Three Flatland

A WebGPU-native 2D rendering library for Three.js with composable TSL shaders, automatic batching, and first-class React Three Fiber support.

Three Flatland is a high-performance 2D rendering library for Three.js built from the ground up for WebGPU. Rather than retrofitting legacy techniques, it uses TSL (Three Shader Language) as its native shader authoring format — meaning every sprite, tilemap, and visual effect is expressed as a composable shader graph that runs efficiently on both WebGPU and WebGL backends. Sprites sharing a material batch automatically into single draw calls, and the scene graph separates transform hierarchy from render order through an independent layer and zIndex system.

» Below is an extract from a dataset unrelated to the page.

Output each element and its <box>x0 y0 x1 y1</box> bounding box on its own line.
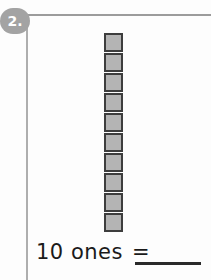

The library is built for web game developers and creative coders who want GPU-driven 2D without abandoning the Three.js ecosystem. It ships with first-class React Three Fiber integration via three-flatland/react, making it a natural fit for teams already working in R3F. Tilemap support covers both Tiled and LDtk editor formats, including animated tiles, so existing level pipelines can plug straight in.

What sets Three Flatland apart is its library of over 50 composable TSL shader nodes — tint, outline, dissolve, CRT scanlines, palette swap, and more — all stackable without writing a line of shader code. The animation system is spritesheet-driven with frame-perfect timing and callbacks. The entire package is tree-shakeable, so you only pay for what you import. It’s early alpha, but the foundation is already ambitious: a 2D renderer for the web that takes WebGPU seriously.